In downtown Cairo, the queue at Egypt Post is no longer just about parcels and pensions. It’s about profit — and participation.
Clutching national IDs and savings books, ordinary Egyptians are lining up for something that once felt distant and institutional: government debt. The new 17.75% “Citizen Bond” has turned post offices into unlikely financial hubs, pulling nearly EGP 350 million within its first two days.
For many, the pitch is simple. The return is higher than a typical savings account. The issuer is the state. And the access point is familiar — the neighborhood post office.
A Direct Line to the Treasury
The 18-month bond offers a net annual yield of 17.75%. But behind the attractive rate lies a larger fiscal recalibration.
Traditionally, Egypt’s Treasury has relied heavily on commercial banks to absorb sovereign debt. Banks, however, operate with built-in costs. They must park 14% of deposits as mandatory reserves at the Central Bank of Egypt — funds that earn no interest — while also protecting their own profit margins. Those layers inflate the government’s borrowing costs.
By selling bonds directly through the postal network, the Ministry of Finance effectively removes that intermediary markup. The strategy is less about spectacle and more about arithmetic: cheaper funding, broader participation.
And the urgency is real. In the first half of the 2025–26 fiscal year, interest payments swallowed 92% of public revenue. Between July and December alone, interest costs jumped 34.6% to EGP 1.26 trillion. Debt servicing has become less a budget line and more a gravitational force.
Diluting Risk, Widening Ownership
The Citizen Bond is also a diversification play.
Egypt’s banking sector holds a concentrated share of government debt. That concentration creates vulnerability: any liquidity strain in the banking system reverberates through state financing.
Opening the door to retail investors spreads the load. The “man on the street” becomes part of the sovereign balance sheet, reducing reliance on institutional channels.
And there is ample room to tap. According to data from the Central Bank of Egypt, local-currency household deposits reached EGP 7.74 trillion by the end of December 2025 — up 26.8% year on year. Retail savings account for more than 80% of all non-governmental deposits.
If even 5% of that pool migrates into direct government bonds, the funding landscape begins to shift meaningfully.
A Quiet Financial Experiment
The subscription window remains open until 8 March, but the early rush hints at a deeper behavioral change. For decades, sovereign debt sat behind institutional walls. Now it sits at a post office counter.
This is more than a yield story. It’s a structural one.
Each pound invested through the postal network is a pound that avoids banking premiums. For the state, that trims the weighted cost of debt. For citizens, it offers a higher, predictable return without market volatility.
Whether the Citizen Bond becomes a permanent feature of Egypt’s fiscal toolkit remains to be seen. But for now, the experiment is clear: shift borrowing from boardrooms to street corners — and let the public bankroll the republic, one post office receipt at a time.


**ASSIGNMENT**
Using the entries that follow, collect the lines where the word "leader" appears.
##############################
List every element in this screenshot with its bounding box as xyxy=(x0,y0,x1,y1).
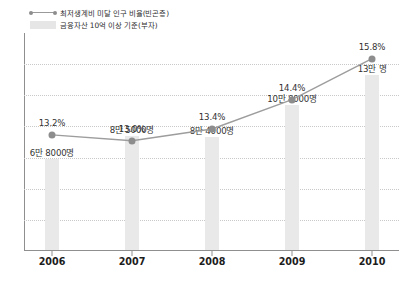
line-value-label: 13.4% xyxy=(199,112,225,122)
chart-legend: 최저생계비 미달 인구 비율(빈곤층) 금융자산 10억 이상 기준(부자) xyxy=(30,7,169,30)
line-series-path xyxy=(24,33,399,251)
x-axis-label: 2007 xyxy=(119,256,146,267)
line-marker xyxy=(209,126,216,133)
line-marker-key-icon xyxy=(30,8,56,17)
x-axis-label: 2009 xyxy=(279,256,306,267)
line-value-label: 14.4% xyxy=(279,83,305,93)
line-marker xyxy=(369,55,376,62)
x-axis-label: 2010 xyxy=(359,256,386,267)
legend-label-wealthy-count: 금융자산 10억 이상 기준(부자) xyxy=(60,19,157,30)
x-axis-label: 2006 xyxy=(39,256,66,267)
line-marker xyxy=(129,137,136,144)
line-value-label: 13.0% xyxy=(119,124,145,134)
bar-swatch-key-icon xyxy=(30,20,56,29)
line-value-label: 15.8% xyxy=(359,42,385,52)
line-value-label: 13.2% xyxy=(39,118,65,128)
legend-item-poverty-rate: 최저생계비 미달 인구 비율(빈곤층) xyxy=(30,7,169,18)
line-marker xyxy=(289,96,296,103)
legend-label-poverty-rate: 최저생계비 미달 인구 비율(빈곤층) xyxy=(60,7,169,18)
plot-area: 6만 8000명8만 5000명8만 4000명10만 8000명13만 명 1… xyxy=(24,33,399,251)
chart-container: 최저생계비 미달 인구 비율(빈곤층) 금융자산 10억 이상 기준(부자) 6… xyxy=(0,0,413,284)
line-marker xyxy=(49,131,56,138)
x-axis-label: 2008 xyxy=(199,256,226,267)
legend-item-wealthy-count: 금융자산 10억 이상 기준(부자) xyxy=(30,19,169,30)
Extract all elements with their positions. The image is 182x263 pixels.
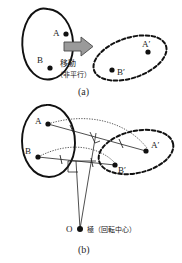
panel-a-label-B-prime: B′	[117, 67, 125, 77]
move-label-main: 移動	[60, 58, 76, 68]
pole-label: 極（回転中心）	[87, 225, 136, 234]
chord-A-Aprime	[48, 124, 146, 151]
panel-b-label-B: B	[25, 146, 31, 156]
panel-a-label-A-prime: A′	[142, 39, 150, 49]
move-block-arrow	[64, 37, 93, 56]
figure-root: A B 移動 （非平行） A′ B′ (a)	[0, 0, 182, 263]
panel-b-point-B	[35, 154, 40, 159]
panel-b-source-blob	[22, 105, 75, 177]
rotation-pole-diagram: A B 移動 （非平行） A′ B′ (a)	[0, 0, 182, 263]
panel-b-target-blob	[94, 123, 178, 181]
move-label-sub: （非平行）	[56, 70, 91, 79]
panel-b-label-A-prime: A′	[151, 140, 159, 150]
panel-b-label-B-prime: B′	[118, 165, 126, 175]
panel-a-target-blob	[88, 27, 173, 90]
arc-A-to-Aprime	[48, 119, 147, 148]
bisector-A-Aprime	[80, 133, 96, 229]
panel-a-point-A-prime	[145, 49, 150, 54]
panel-b-point-A-prime	[143, 148, 148, 153]
bisector-B-Bprime	[76, 161, 80, 229]
panel-b-label-A: A	[35, 116, 42, 126]
caption-b: (b)	[78, 244, 90, 256]
panel-b: A B A′ B′ O 極（回転中心） (b)	[22, 105, 178, 256]
panel-a-point-A	[63, 31, 68, 36]
panel-a-point-B-prime	[109, 67, 114, 72]
panel-a-label-A: A	[53, 28, 60, 38]
pole-point-O	[77, 226, 83, 232]
panel-b-label-O: O	[66, 224, 73, 234]
panel-b-point-A	[45, 121, 50, 126]
panel-a: A B 移動 （非平行） A′ B′ (a)	[22, 8, 172, 98]
panel-a-label-B: B	[37, 55, 43, 65]
caption-a: (a)	[78, 86, 89, 98]
panel-a-point-B	[47, 65, 52, 70]
panel-b-point-B-prime	[112, 162, 117, 167]
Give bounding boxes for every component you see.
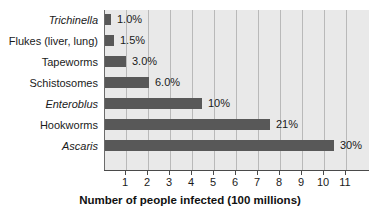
bar-value-flukes: 1.5% — [120, 34, 145, 47]
category-axis-labels: Trichinella Flukes (liver, lung) Tapewor… — [0, 10, 101, 170]
x-axis-ticklabel-6: 6 — [225, 176, 245, 188]
bar-value-enterobius: 10% — [208, 97, 230, 110]
x-axis-tick-11 — [345, 170, 346, 175]
bar-value-tapeworms: 3.0% — [132, 55, 157, 68]
x-axis-tick-1 — [125, 170, 126, 175]
x-axis-tick-6 — [235, 170, 236, 175]
x-axis-tick-9 — [301, 170, 302, 175]
bar-value-ascaris: 30% — [340, 139, 362, 152]
x-axis-tick-3 — [169, 170, 170, 175]
bar-value-schistosomes: 6.0% — [155, 76, 180, 89]
bar-ascaris — [105, 140, 334, 151]
category-label-hookworms: Hookworms — [40, 118, 98, 132]
bar-schistosomes — [105, 77, 149, 88]
bar-trichinella — [105, 14, 111, 25]
bar-flukes — [105, 35, 114, 46]
bar-hookworms — [105, 119, 270, 130]
x-axis-tick-7 — [257, 170, 258, 175]
x-axis-ticklabel-10: 10 — [313, 176, 333, 188]
category-label-schistosomes: Schistosomes — [30, 76, 98, 90]
bar-enterobius — [105, 98, 202, 109]
category-label-ascaris: Ascaris — [62, 139, 98, 153]
x-axis-ticklabel-7: 7 — [247, 176, 267, 188]
x-axis-tick-10 — [323, 170, 324, 175]
x-axis-tick-5 — [213, 170, 214, 175]
x-axis-ticklabel-1: 1 — [115, 176, 135, 188]
x-axis-line — [104, 170, 369, 171]
bar-value-hookworms: 21% — [276, 118, 298, 131]
x-axis-tick-4 — [191, 170, 192, 175]
category-label-enterobius: Enteroblus — [45, 97, 98, 111]
x-axis-tick-2 — [147, 170, 148, 175]
x-axis-ticklabel-2: 2 — [137, 176, 157, 188]
x-axis-ticklabel-9: 9 — [291, 176, 311, 188]
x-axis-tick-8 — [279, 170, 280, 175]
category-label-trichinella: Trichinella — [49, 13, 98, 27]
x-axis-title: Number of people infected (100 millions) — [0, 194, 380, 206]
category-label-tapeworms: Tapeworms — [42, 55, 98, 69]
x-axis-ticklabel-5: 5 — [203, 176, 223, 188]
x-axis-ticklabel-11: 11 — [335, 176, 355, 188]
bar-tapeworms — [105, 56, 126, 67]
category-label-flukes: Flukes (liver, lung) — [9, 34, 98, 48]
x-axis-ticklabel-8: 8 — [269, 176, 289, 188]
x-axis-ticklabel-4: 4 — [181, 176, 201, 188]
plot-area: 1.0% 1.5% 3.0% 6.0% 10% 21% 30% — [104, 10, 369, 170]
x-axis-ticklabel-3: 3 — [159, 176, 179, 188]
bar-value-trichinella: 1.0% — [117, 13, 142, 26]
bar-chart-figure: Trichinella Flukes (liver, lung) Tapewor… — [0, 0, 380, 219]
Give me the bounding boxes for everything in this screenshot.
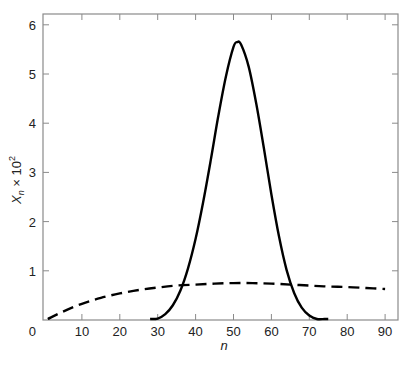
y-tick-label: 4 bbox=[29, 116, 36, 131]
x-tick-label: 30 bbox=[150, 324, 164, 339]
axis-tick-labels: 0102030405060708090123456 bbox=[29, 18, 393, 339]
y-tick-label: 2 bbox=[29, 215, 36, 230]
y-tick-label: 6 bbox=[29, 18, 36, 33]
dashed-series-line bbox=[48, 283, 385, 319]
x-tick-label: 60 bbox=[264, 324, 278, 339]
x-tick-label: 20 bbox=[113, 324, 127, 339]
y-axis-label-times: × 10 bbox=[9, 161, 24, 190]
x-tick-label: 90 bbox=[378, 324, 392, 339]
x-tick-label: 10 bbox=[75, 324, 89, 339]
y-tick-label: 5 bbox=[29, 67, 36, 82]
data-series bbox=[48, 42, 385, 320]
y-tick-label: 3 bbox=[29, 165, 36, 180]
x-axis-label: n bbox=[220, 338, 227, 353]
axis-ticks bbox=[43, 14, 398, 320]
plot-border bbox=[43, 14, 398, 320]
x-tick-label: 0 bbox=[29, 324, 36, 339]
x-tick-label: 80 bbox=[340, 324, 354, 339]
x-tick-label: 40 bbox=[188, 324, 202, 339]
svg-text:Xn × 102: Xn × 102 bbox=[7, 156, 26, 205]
solid-series-line bbox=[150, 42, 328, 320]
x-tick-label: 50 bbox=[226, 324, 240, 339]
chart: 0102030405060708090123456 n Xn × 102 bbox=[0, 0, 413, 365]
y-axis-label: Xn × 102 bbox=[7, 156, 26, 205]
x-tick-label: 70 bbox=[302, 324, 316, 339]
y-tick-label: 1 bbox=[29, 264, 36, 279]
plot-frame bbox=[43, 14, 398, 320]
y-axis-label-sup: 2 bbox=[7, 156, 17, 161]
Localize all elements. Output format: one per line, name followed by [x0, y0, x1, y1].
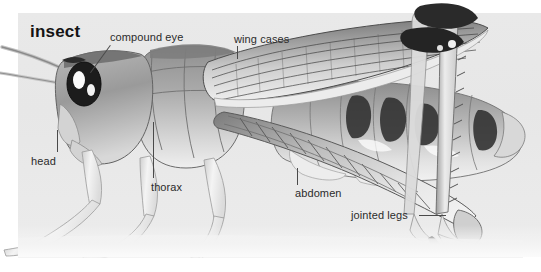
label-jointed-legs: jointed legs	[351, 209, 408, 221]
label-abdomen: abdomen	[295, 187, 342, 199]
leader-line-wing-cases	[237, 46, 238, 59]
leader-line-thorax	[153, 122, 154, 178]
insect-diagram-figure: insect compound eye wing cases head thor…	[0, 0, 541, 272]
label-wing-cases: wing cases	[234, 33, 289, 45]
page-title: insect	[30, 22, 80, 41]
label-compound-eye: compound eye	[110, 31, 183, 43]
leader-line-head	[57, 130, 58, 152]
label-head: head	[31, 155, 56, 167]
leader-line-jointed-legs	[419, 215, 446, 216]
label-thorax: thorax	[151, 181, 182, 193]
leader-line-abdomen	[297, 168, 298, 185]
panel-bottom-fade	[18, 225, 541, 257]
##############################
**ANSWER TO THIS EXERCISE**
leader-line-wing-cases	[237, 46, 238, 59]
leader-line-thorax	[153, 122, 154, 178]
leader-line-head	[57, 130, 58, 152]
leader-line-jointed-legs	[419, 215, 446, 216]
leader-line-abdomen	[297, 168, 298, 185]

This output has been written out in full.